DUBAI: Saudi artist Lina Gazzaz will present a major solo exhibition via Hafez Gallery at the inaugural edition of Art Basel Qatar, which runs Feb. 3 to 7. “Tracing Lines of Growth” is a body of work that transmutes botanical fragments into meditations on resilience, memory and becoming. 

Hafez Gallery, which was founded in Jeddah, frames the show as part of its mission to elevate underrepresented regional practices within global conversations. Gazzaz’s biography reinforces that reach. Based in Jeddah and trained in the United States, she works across sculpture, installation, painting and video, and has exhibited in Saudi Arabia, the US, Lebanon, the UK, Germany, the UAEand Brazil. Her experimental practice bridges organic material and conceptual inquiry to probe ecological kinship, cultural memory and temporal rhythm. 

 Saudi artist Lina Gazzaz. (Supplied)

“Tracing Lines of Growth” is a collection rooted in long-term inquiry. “I started to think about it in 2014,” Gazzaz told Arab News, describing a project that has evolved from her initial simple line drawings through research, experimentation and material interrogation. 

What began as tracing the lines of Royal Palm crown shafts became an extended engagement with the palm’s physiology, its cultural significance and its symbolic afterlives. During the COVID-19 pandemic, she went deeper into that exploration, translating weathered crown shafts into “lyrical instruments of time.” 

Each fragment of “Tracing Lines of Growth” is treated as a cache of human and ecological narratives. Gazzaz describes a feeling of working with materials that “have witnessed civilization,”attributing to them a deep collective memory. 

Hafez Gallery’s presentation text frames the palm as a cipher — its vascular routes once pulsing with sap transformed into calligraphic marks that summon the bodies of ouds, desert dunes and scripted traces rooted in Qur’anic and biblical lore. 

Detail of Gazzaz's work. (Supplied)

“Today, the palm has evolved into a symbol of the land and its people. Throughout the Arabian Peninsula, it is still one of the few agricultural exports; and plays an integral role in the livelihood of agrarian communities,” said Gazzaz. 

The sculptures’ rippling ribs and vaulted folds, stitched with red thread, evoke what the artist hears and sees in the wood. “Each individual line represents a story, and it’s narrating humanity’s story,” she said. 
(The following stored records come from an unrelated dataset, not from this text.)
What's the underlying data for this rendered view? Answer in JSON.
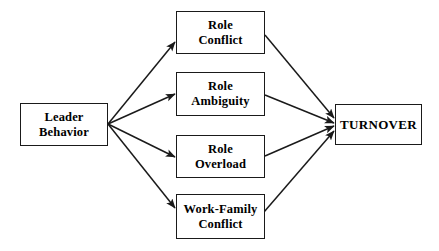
{
  "diagram": {
    "background_color": "#ffffff",
    "line_color": "#1a1a1a",
    "text_color": "#000000",
    "nodes": [
      {
        "id": "leader-behavior",
        "label": "Leader\nBehavior",
        "role": "predictor",
        "x": 20,
        "y": 103,
        "w": 88,
        "h": 43
      },
      {
        "id": "role-conflict",
        "label": "Role\nConflict",
        "role": "mediator",
        "x": 176,
        "y": 11,
        "w": 89,
        "h": 43
      },
      {
        "id": "role-ambiguity",
        "label": "Role\nAmbiguity",
        "role": "mediator",
        "x": 176,
        "y": 72,
        "w": 89,
        "h": 44
      },
      {
        "id": "role-overload",
        "label": "Role\nOverload",
        "role": "mediator",
        "x": 176,
        "y": 135,
        "w": 89,
        "h": 43
      },
      {
        "id": "work-family-conflict",
        "label": "Work-Family\nConflict",
        "role": "mediator",
        "x": 176,
        "y": 194,
        "w": 89,
        "h": 45
      },
      {
        "id": "turnover",
        "label": "TURNOVER",
        "role": "outcome",
        "x": 335,
        "y": 104,
        "w": 87,
        "h": 41
      }
    ],
    "edges": [
      {
        "id": "leader-to-role-conflict",
        "from": "leader-behavior",
        "to": "role-conflict",
        "x1": 108,
        "y1": 124,
        "x2": 175,
        "y2": 42
      },
      {
        "id": "leader-to-role-ambiguity",
        "from": "leader-behavior",
        "to": "role-ambiguity",
        "x1": 108,
        "y1": 124,
        "x2": 175,
        "y2": 94
      },
      {
        "id": "leader-to-role-overload",
        "from": "leader-behavior",
        "to": "role-overload",
        "x1": 108,
        "y1": 124,
        "x2": 175,
        "y2": 157
      },
      {
        "id": "leader-to-work-family-conflict",
        "from": "leader-behavior",
        "to": "work-family-conflict",
        "x1": 108,
        "y1": 124,
        "x2": 175,
        "y2": 208
      },
      {
        "id": "role-conflict-to-turnover",
        "from": "role-conflict",
        "to": "turnover",
        "x1": 265,
        "y1": 35,
        "x2": 334,
        "y2": 118
      },
      {
        "id": "role-ambiguity-to-turnover",
        "from": "role-ambiguity",
        "to": "turnover",
        "x1": 265,
        "y1": 95,
        "x2": 334,
        "y2": 123
      },
      {
        "id": "role-overload-to-turnover",
        "from": "role-overload",
        "to": "turnover",
        "x1": 265,
        "y1": 156,
        "x2": 334,
        "y2": 126
      },
      {
        "id": "work-family-conflict-to-turnover",
        "from": "work-family-conflict",
        "to": "turnover",
        "x1": 264,
        "y1": 212,
        "x2": 334,
        "y2": 131
      }
    ]
  }
}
The works’ stitching is described in the gallery’s materials as “meticulous.” It emphasizes linear pathways and punctuates the sculptures with the “suggestion of life’s energy moving through the dormant material.” 

“(I used) fine red thread — the color of life and energy — to narrate the longevity of growth, embodying themes of balance, fragility, music, transformation and movement. The collection is about the continuous existence in different forms and interaction; within the concept of time,” Gazzaz explained. 
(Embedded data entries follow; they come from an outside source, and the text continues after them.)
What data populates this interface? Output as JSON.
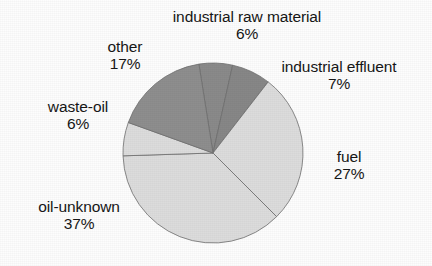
{
  "chart_data": {
    "type": "pie",
    "title": "",
    "subtitle": "",
    "xlabel": "",
    "ylabel": "",
    "legend_position": "none",
    "labels_inline": true,
    "grid": false,
    "units": "percent",
    "total": 100,
    "start_angle_deg": -9,
    "direction": "clockwise",
    "categories": [
      "industrial raw material",
      "industrial effluent",
      "fuel",
      "oil-unknown",
      "waste-oil",
      "other"
    ],
    "values": [
      6,
      7,
      27,
      37,
      6,
      17
    ],
    "slices": [
      {
        "name": "industrial raw material",
        "value": 6,
        "value_text": "6%",
        "color": "#8a8a8a",
        "label_name": "industrial raw material",
        "label_value": "6%"
      },
      {
        "name": "industrial effluent",
        "value": 7,
        "value_text": "7%",
        "color": "#878787",
        "label_name": "industrial effluent",
        "label_value": "7%"
      },
      {
        "name": "fuel",
        "value": 27,
        "value_text": "27%",
        "color": "#dcdcdc",
        "label_name": "fuel",
        "label_value": "27%"
      },
      {
        "name": "oil-unknown",
        "value": 37,
        "value_text": "37%",
        "color": "#dcdcdc",
        "label_name": "oil-unknown",
        "label_value": "37%"
      },
      {
        "name": "waste-oil",
        "value": 6,
        "value_text": "6%",
        "color": "#dcdcdc",
        "label_name": "waste-oil",
        "label_value": "6%"
      },
      {
        "name": "other",
        "value": 17,
        "value_text": "17%",
        "color": "#8e8e8e",
        "label_name": "other",
        "label_value": "17%"
      }
    ],
    "colors": {
      "light_gray": "#dcdcdc",
      "medium_gray": "#8e8e8e",
      "dark_gray": "#878787",
      "outline": "#6f6f6f",
      "background": "#fdfdfd",
      "text": "#161616"
    },
    "geometry": {
      "center_x": 213,
      "center_y": 153,
      "radius": 90
    }
  }
}
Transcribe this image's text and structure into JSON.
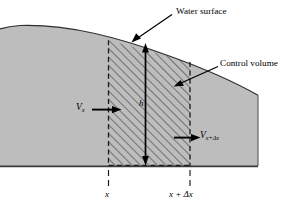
{
  "figure": {
    "type": "open-channel-flow-control-volume-diagram",
    "background_color": "#ffffff",
    "water_body_color": "#bdbdbd",
    "outline_color": "#000000"
  },
  "labels": {
    "water_surface": "Water surface",
    "control_volume": "Control volume",
    "velocity_in": "V",
    "velocity_in_subscript": "x",
    "velocity_out": "V",
    "velocity_out_subscript": "x+Δx",
    "depth": "h",
    "axis_left": "x",
    "axis_right": "x + Δx"
  },
  "geometry": {
    "control_volume_left_x": 108,
    "control_volume_right_x": 190,
    "bed_y": 166,
    "water_body_right_x": 258
  }
}
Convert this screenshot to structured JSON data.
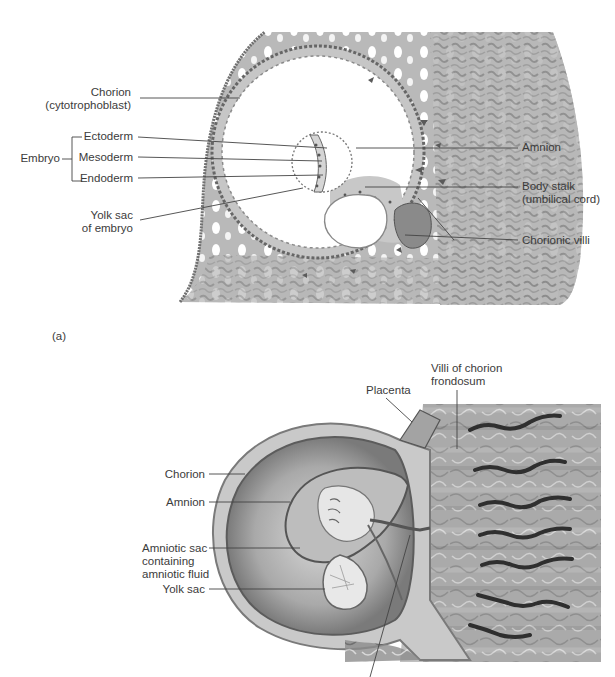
{
  "figure_a": {
    "panel_label": "(a)",
    "labels": {
      "chorion_line1": "Chorion",
      "chorion_line2": "(cytotrophoblast)",
      "embryo": "Embryo",
      "ectoderm": "Ectoderm",
      "mesoderm": "Mesoderm",
      "endoderm": "Endoderm",
      "yolk_sac_line1": "Yolk sac",
      "yolk_sac_line2": "of embryo",
      "amnion": "Amnion",
      "body_stalk_line1": "Body stalk",
      "body_stalk_line2": "(umbilical cord)",
      "chorionic_villi": "Chorionic villi"
    }
  },
  "figure_b": {
    "labels": {
      "placenta": "Placenta",
      "villi_line1": "Villi of chorion",
      "villi_line2": "frondosum",
      "chorion": "Chorion",
      "amnion": "Amnion",
      "amniotic_line1": "Amniotic sac",
      "amniotic_line2": "containing",
      "amniotic_line3": "amniotic fluid",
      "yolk_sac": "Yolk sac"
    }
  },
  "colors": {
    "tissue_gray": "#b4b4b4",
    "dark_tissue": "#6e6e6e",
    "cavity_white": "#ffffff",
    "label_text": "#3b3b3b",
    "leader_line": "#444444"
  }
}
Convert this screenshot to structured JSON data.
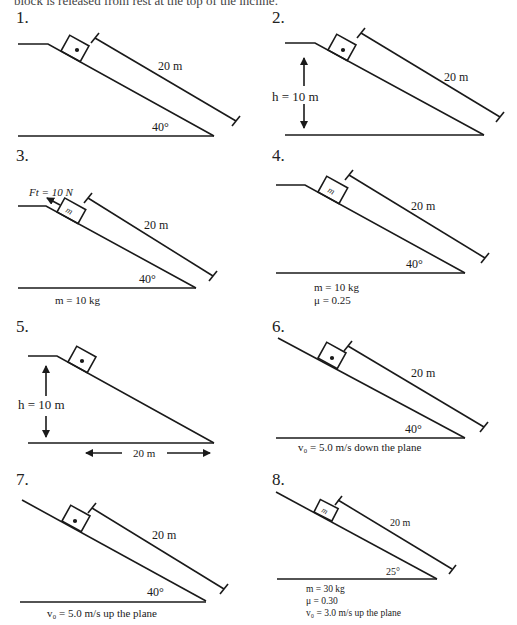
{
  "header": {
    "clipped_text": "block is released from rest at the top of the incline."
  },
  "problems": [
    {
      "number": "1.",
      "length_label": "20 m",
      "angle_label": "40°"
    },
    {
      "number": "2.",
      "length_label": "20 m",
      "height_label": "h = 10 m"
    },
    {
      "number": "3.",
      "length_label": "20 m",
      "angle_label": "40°",
      "force_label": "Ft = 10 N",
      "block_label": "m",
      "info": [
        "m = 10 kg"
      ]
    },
    {
      "number": "4.",
      "length_label": "20 m",
      "angle_label": "40°",
      "block_label": "m",
      "info": [
        "m = 10 kg",
        "μ = 0.25"
      ]
    },
    {
      "number": "5.",
      "height_label": "h = 10 m",
      "base_label": "20 m"
    },
    {
      "number": "6.",
      "length_label": "20 m",
      "angle_label": "40°",
      "info": [
        "v₀ = 5.0 m/s down the plane"
      ]
    },
    {
      "number": "7.",
      "length_label": "20 m",
      "angle_label": "40°",
      "info": [
        "v₀ = 5.0 m/s up the plane"
      ]
    },
    {
      "number": "8.",
      "length_label": "20 m",
      "angle_label": "25°",
      "block_label": "m",
      "info": [
        "m = 30 kg",
        "μ = 0.30",
        "v₀ = 3.0 m/s up the plane"
      ]
    }
  ]
}
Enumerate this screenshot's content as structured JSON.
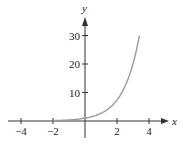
{
  "chart_data": {
    "type": "line",
    "title": "",
    "function": "y = e^x",
    "xlabel": "x",
    "ylabel": "y",
    "xlim": [
      -4.8,
      5
    ],
    "ylim": [
      -6,
      36
    ],
    "x_ticks": [
      -4,
      -2,
      2,
      4
    ],
    "x_tick_labels": [
      "−4",
      "−2",
      "2",
      "4"
    ],
    "y_ticks": [
      10,
      20,
      30
    ],
    "y_tick_labels": [
      "10",
      "20",
      "30"
    ],
    "grid": false,
    "legend": null,
    "series": [
      {
        "name": "y = e^x",
        "color": "#9a9a9a",
        "x": [
          -2,
          -1.5,
          -1,
          -0.5,
          0,
          0.5,
          1,
          1.5,
          2,
          2.5,
          3,
          3.2,
          3.4
        ],
        "y": [
          0.14,
          0.22,
          0.37,
          0.61,
          1,
          1.65,
          2.72,
          4.48,
          7.39,
          12.18,
          20.09,
          24.53,
          29.96
        ]
      }
    ]
  },
  "colors": {
    "axis": "#333333",
    "curve": "#9a9a9a",
    "text": "#222222"
  }
}
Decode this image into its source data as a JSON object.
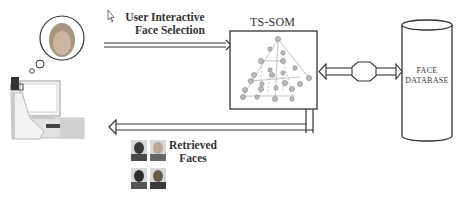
{
  "diagram": {
    "type": "system-architecture",
    "nodes": {
      "user": {
        "icon": "user-at-computer-icon",
        "thought_icon": "thought-bubble-face-icon"
      },
      "som": {
        "title": "TS-SOM",
        "icon": "tree-structured-som-pyramid-icon"
      },
      "database": {
        "line1": "FACE",
        "line2": "DATABASE",
        "icon": "cylinder-database-icon"
      }
    },
    "edges": {
      "selection": {
        "line1": "User Interactive",
        "line2": "Face Selection",
        "from": "user",
        "to": "som",
        "icon": "cursor-pointer-icon"
      },
      "som_db": {
        "from": "som",
        "to": "database",
        "bidirectional": true
      },
      "retrieval": {
        "line1": "Retrieved",
        "line2": "Faces",
        "from": "som",
        "to": "user"
      }
    },
    "retrieved_faces": [
      "face-1",
      "face-2",
      "face-3",
      "face-4"
    ],
    "colors": {
      "line": "#333333",
      "fill": "#ffffff",
      "node": "#bbbbbb"
    }
  }
}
Hand-stitching, in Gazzaz’s practice, highlights her insistence on care and repair, and the human labor that converts cast-off organic forms into carriers of narratives. 
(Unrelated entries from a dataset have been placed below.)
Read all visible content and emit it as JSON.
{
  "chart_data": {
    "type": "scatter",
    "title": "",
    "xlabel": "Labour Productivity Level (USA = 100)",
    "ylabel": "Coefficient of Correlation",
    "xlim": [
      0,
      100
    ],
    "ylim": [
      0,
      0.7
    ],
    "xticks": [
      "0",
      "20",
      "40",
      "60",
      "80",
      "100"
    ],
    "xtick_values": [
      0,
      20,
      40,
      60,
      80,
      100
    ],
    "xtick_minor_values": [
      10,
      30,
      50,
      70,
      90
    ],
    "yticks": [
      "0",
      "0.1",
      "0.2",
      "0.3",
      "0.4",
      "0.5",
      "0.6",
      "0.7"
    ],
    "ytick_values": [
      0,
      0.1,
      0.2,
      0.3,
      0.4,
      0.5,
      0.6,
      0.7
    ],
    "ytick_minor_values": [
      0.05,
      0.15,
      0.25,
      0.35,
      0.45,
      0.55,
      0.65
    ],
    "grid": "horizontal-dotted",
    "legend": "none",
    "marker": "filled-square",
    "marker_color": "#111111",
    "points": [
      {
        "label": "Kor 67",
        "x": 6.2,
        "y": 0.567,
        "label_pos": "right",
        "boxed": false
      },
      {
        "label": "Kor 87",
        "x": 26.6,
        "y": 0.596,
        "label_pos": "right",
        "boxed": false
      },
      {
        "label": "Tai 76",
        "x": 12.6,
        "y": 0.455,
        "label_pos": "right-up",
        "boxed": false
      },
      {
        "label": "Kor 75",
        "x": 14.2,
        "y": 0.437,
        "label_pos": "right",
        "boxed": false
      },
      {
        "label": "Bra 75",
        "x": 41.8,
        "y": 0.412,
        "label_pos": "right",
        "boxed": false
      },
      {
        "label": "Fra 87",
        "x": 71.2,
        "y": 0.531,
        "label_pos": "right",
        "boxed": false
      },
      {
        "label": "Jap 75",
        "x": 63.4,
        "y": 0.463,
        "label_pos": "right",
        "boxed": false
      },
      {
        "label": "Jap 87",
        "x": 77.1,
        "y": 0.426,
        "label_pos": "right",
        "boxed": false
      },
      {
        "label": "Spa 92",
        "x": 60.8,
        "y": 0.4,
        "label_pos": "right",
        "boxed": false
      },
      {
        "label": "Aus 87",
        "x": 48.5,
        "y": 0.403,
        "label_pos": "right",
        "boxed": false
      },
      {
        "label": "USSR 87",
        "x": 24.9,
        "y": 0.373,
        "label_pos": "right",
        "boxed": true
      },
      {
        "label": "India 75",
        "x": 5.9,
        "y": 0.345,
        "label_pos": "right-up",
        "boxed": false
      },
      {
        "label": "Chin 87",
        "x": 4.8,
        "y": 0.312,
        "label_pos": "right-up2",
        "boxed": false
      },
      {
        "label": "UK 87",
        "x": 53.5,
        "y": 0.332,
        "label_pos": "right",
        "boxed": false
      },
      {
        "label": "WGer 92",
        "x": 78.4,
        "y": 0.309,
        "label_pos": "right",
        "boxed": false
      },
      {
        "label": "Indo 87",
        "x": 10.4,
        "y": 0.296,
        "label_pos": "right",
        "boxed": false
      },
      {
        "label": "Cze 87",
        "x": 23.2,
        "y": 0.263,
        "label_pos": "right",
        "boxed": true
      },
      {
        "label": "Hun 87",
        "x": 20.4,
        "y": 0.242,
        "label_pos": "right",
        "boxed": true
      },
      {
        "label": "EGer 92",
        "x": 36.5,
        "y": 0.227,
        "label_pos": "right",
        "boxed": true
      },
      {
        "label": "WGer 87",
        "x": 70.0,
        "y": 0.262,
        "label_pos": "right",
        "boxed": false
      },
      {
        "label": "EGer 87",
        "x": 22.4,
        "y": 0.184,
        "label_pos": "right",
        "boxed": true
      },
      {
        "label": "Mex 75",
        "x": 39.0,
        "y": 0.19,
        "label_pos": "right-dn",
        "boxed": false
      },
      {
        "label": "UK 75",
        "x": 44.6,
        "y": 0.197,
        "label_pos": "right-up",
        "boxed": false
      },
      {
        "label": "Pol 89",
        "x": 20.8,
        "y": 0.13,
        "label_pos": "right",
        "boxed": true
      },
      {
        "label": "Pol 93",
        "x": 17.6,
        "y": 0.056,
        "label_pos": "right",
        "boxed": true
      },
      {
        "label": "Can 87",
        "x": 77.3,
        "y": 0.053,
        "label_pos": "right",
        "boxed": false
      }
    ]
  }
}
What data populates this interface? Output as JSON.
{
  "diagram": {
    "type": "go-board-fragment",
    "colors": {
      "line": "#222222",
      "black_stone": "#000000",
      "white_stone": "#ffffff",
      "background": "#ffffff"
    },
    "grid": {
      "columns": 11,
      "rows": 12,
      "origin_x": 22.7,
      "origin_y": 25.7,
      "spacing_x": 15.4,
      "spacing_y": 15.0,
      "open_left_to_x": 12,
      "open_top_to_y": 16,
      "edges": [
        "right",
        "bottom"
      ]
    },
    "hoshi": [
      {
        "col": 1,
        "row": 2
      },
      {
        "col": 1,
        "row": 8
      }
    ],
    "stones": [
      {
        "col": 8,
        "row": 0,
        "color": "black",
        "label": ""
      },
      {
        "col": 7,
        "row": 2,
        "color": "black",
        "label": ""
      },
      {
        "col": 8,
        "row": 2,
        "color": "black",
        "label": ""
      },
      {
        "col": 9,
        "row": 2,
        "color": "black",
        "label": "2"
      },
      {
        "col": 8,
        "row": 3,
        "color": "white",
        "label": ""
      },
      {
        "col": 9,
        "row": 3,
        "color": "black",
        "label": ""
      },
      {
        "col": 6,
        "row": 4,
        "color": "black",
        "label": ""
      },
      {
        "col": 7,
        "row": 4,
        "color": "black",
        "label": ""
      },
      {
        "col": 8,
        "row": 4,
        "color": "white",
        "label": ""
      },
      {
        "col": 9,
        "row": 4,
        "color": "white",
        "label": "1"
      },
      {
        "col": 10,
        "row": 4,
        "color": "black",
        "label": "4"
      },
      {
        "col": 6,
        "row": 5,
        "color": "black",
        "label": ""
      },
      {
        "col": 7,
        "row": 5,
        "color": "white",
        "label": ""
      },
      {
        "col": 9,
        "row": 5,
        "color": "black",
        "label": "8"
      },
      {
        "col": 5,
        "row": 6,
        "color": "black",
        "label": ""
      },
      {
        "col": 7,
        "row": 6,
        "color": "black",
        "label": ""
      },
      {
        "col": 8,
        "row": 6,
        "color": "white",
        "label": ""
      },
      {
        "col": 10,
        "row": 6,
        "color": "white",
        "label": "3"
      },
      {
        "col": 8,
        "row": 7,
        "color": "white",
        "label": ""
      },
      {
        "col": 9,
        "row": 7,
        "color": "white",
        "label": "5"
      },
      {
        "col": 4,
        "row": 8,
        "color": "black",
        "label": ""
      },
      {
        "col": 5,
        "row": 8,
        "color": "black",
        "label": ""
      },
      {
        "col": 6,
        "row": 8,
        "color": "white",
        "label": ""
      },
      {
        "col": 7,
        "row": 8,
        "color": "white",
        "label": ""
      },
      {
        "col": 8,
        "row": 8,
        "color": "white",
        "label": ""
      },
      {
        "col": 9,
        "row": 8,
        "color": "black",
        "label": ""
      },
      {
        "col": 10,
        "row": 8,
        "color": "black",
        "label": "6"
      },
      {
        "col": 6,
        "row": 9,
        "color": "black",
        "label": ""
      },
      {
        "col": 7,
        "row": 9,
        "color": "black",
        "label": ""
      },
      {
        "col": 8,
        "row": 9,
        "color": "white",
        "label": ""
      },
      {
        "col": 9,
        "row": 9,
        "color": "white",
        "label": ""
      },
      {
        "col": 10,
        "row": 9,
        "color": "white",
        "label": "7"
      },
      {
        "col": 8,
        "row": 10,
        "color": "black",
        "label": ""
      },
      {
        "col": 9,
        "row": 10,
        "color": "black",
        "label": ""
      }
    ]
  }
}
Gazzaz describes her practice as a marriage between rigorous research and intuitive making. “I am a search-based artist... Sometimes I cannot stop searching,” she said. “During the search and finding more and more, and diving more and more, the subconscious starts to collaborate with you too, because of your intention. After all the research, I go with the flow. I don’t plan... I go with the flow, and I listen to it.” 

The artist is far from done with this particular project. “I am now beginning to explore the piece with glass,” she noted. 

Art Basel Qatar’s curatorial theme for its inaugural year is “Becoming.” For Gazzaz, ‘becoming’ is evident in the material and conceptual transformations she stages: discarded palm fragments reconstituted into scores of lived time, stitched lines reactivated as narratives.  

“It’s about balance. It’s about fragility. It’s about resilience,” she said.